Stored records:
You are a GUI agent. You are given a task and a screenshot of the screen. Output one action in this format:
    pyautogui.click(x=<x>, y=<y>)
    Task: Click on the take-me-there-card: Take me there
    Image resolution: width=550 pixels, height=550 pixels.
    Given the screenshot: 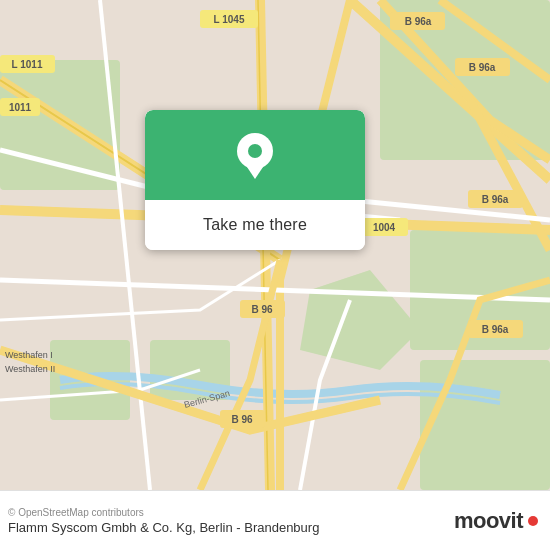 What is the action you would take?
    pyautogui.click(x=255, y=180)
    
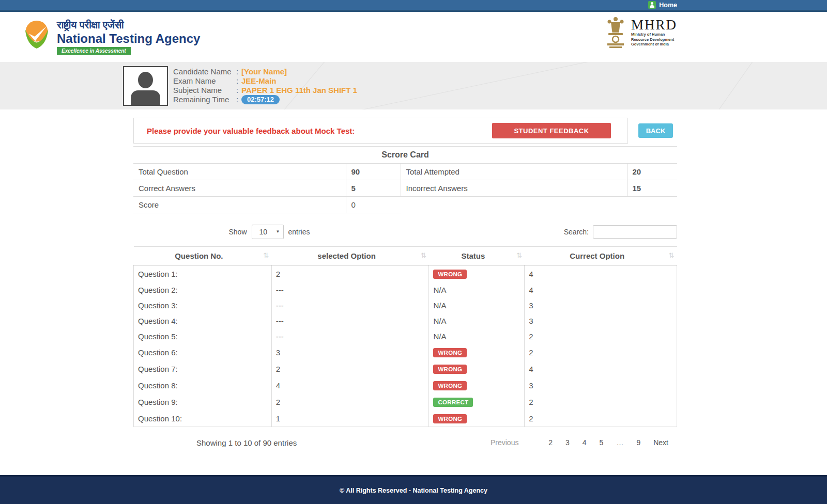  I want to click on search-input, so click(635, 232).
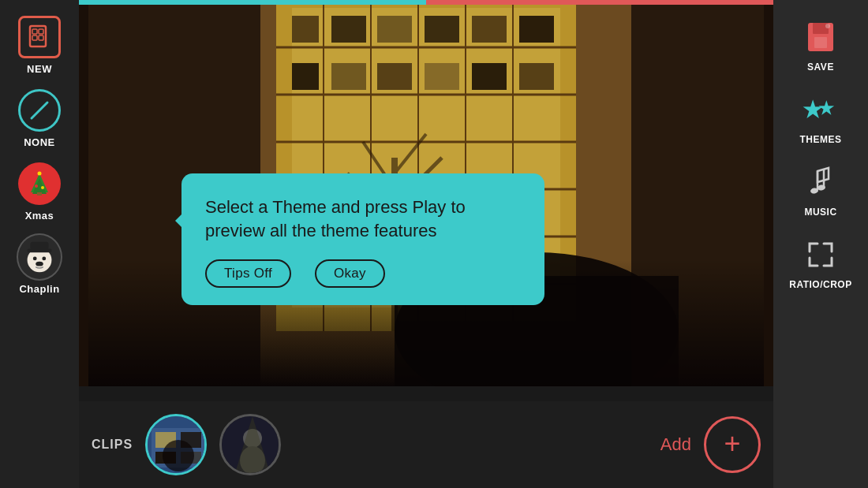 This screenshot has height=488, width=868. I want to click on clips-bar: CLIPS Add +, so click(426, 445).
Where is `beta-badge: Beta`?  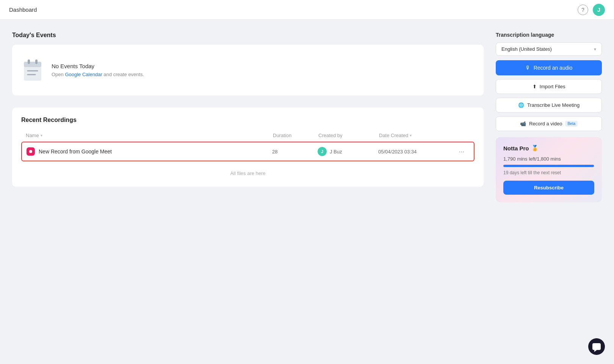 beta-badge: Beta is located at coordinates (572, 123).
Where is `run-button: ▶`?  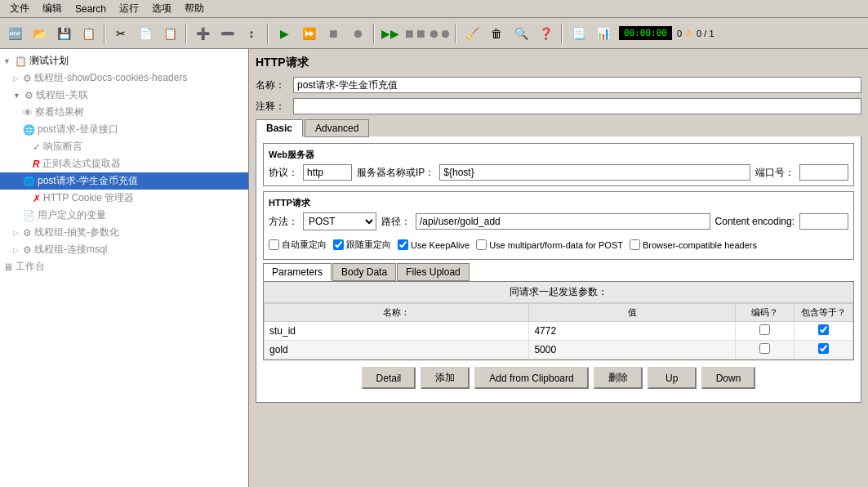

- [Task directions] In the entries above, find the line with "Task: Click on" and the line with "Image resolution: width=550", then set down exactly those two and every line between them, nothing else.

- [Task answer]
    Task: Click on the take-me-there-card: Take me there
    Image resolution: width=550 pixels, height=550 pixels.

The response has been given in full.